Water evaporates from the oceans and flows back, sometimes on the surface, sometimes underground, and sometimes stopping for a while in an inland lake. When the climate turns cold, water is taken up in huge ice sheets that spread out from the poles, and sea levels fall around the world. With warmer weather the ice sheets retreat and the water flows back into the sea. Like rocks, water moves in cycles.
Even the air moves in stately cycles, from the prevailing winds that bring us our daily weather to the long-term effects that constantly change the climate.
In fact,
Earth operates in cycles.
Today scientists recognize that all of Earth’s cycles are connected, each influencing the others. We are beginning to see our planet as a kind of marvelous machine, full of turning gears and moving parts. And most wonderful of all, we are beginning to understand how that machine works and how all the parts fit together.
CYCLES OF CHANGE
No feature on Earth is permanent. Mountains weather away, continents break apart, oceans disappear, glaciers form and melt. Change is the hallmark of our planet. Yet amidst all this change, there is constancy. For all practical purposes Earth has a fixed budget of atoms. For an atom to be used in one structure, it must be taken away from another. Like a child in a room filled with wonderful building blocks, Earth has a large but finite number of pieces to play with.
THE ROCK CYCLE
Earth’s surface displays a remarkable variety of rocks. But despite this variety, geologists classify rocks into only three basic
types: igneous, sedimentary, or metamorphic. Cataloging rocks is not just an academic exercise. Each type of rock records a different complex past—a past revealed by mineral textures and form. Each type of rock can be changed from one form to another and then back again. Geologists call these transformations the rock cycle.
Igneous Rocks
The crust of our planet began as molten rock; from space that early Earth must have appeared as a spectacular incandescent ball. The rock cycle could not begin until that glowing outer layer began to solidify. In the beginning, all rocks on Earth were igneous—fire-formed.
Volcanism is the most spectacular process that produces new igneous rocks today.
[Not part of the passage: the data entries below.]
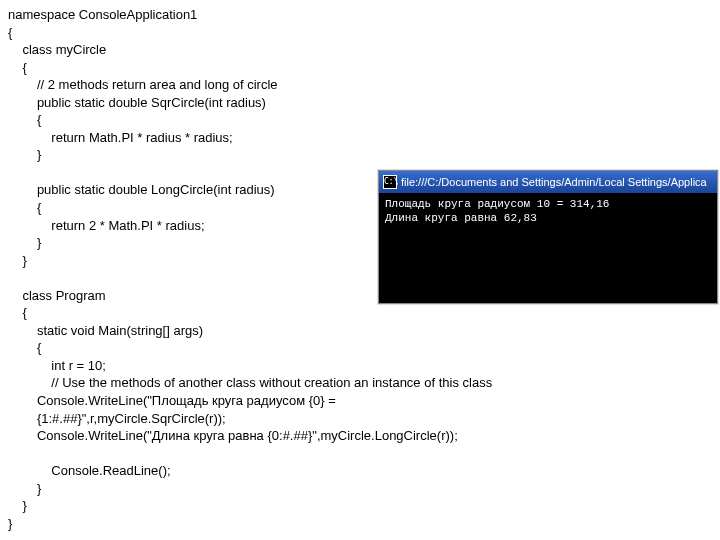  What do you see at coordinates (554, 182) in the screenshot?
I see `console-title: file:///C:/Documents and Settings/Admin/…` at bounding box center [554, 182].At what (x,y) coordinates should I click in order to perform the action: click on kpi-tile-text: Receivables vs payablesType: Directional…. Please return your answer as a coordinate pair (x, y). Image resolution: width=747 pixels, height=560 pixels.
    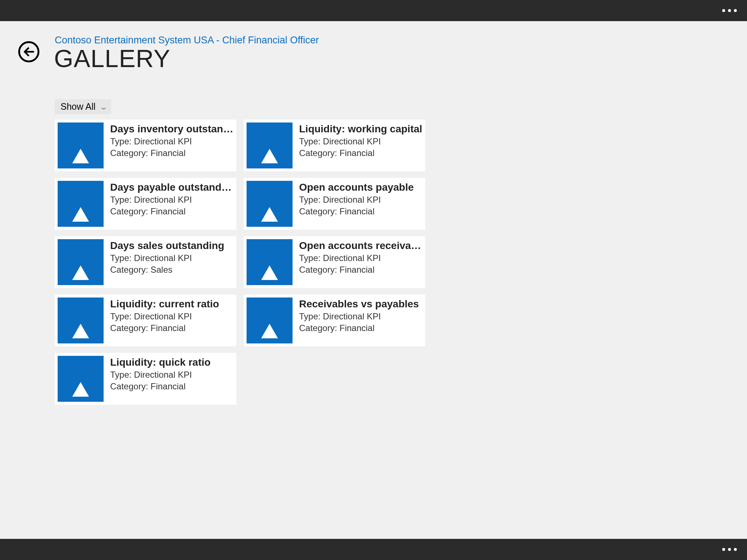
    Looking at the image, I should click on (357, 320).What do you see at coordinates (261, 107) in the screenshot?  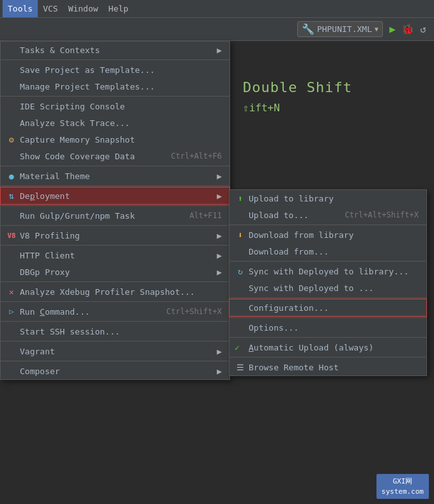 I see `editor-hint-line2: ⇧ift+N` at bounding box center [261, 107].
Volcanic rocks arrive at the surface, either in the air or underwater, as magma—the molten form of rock. The most obvious and destructive volcanoes occur on land, where huge fountains of incandescent molten rock light the night sky and rivers of lava destroy life and property while reshaping the landscape. Most of those volcanoes produce dark basalt lavas, which possess a sticky fluid consistency before they harden. Occasionally, as in the Mount St. Helens eruption in 1980, lavas are thick and viscous like tar so that little flow can occur. An epic explosion may be required to relieve the pent-up pressure.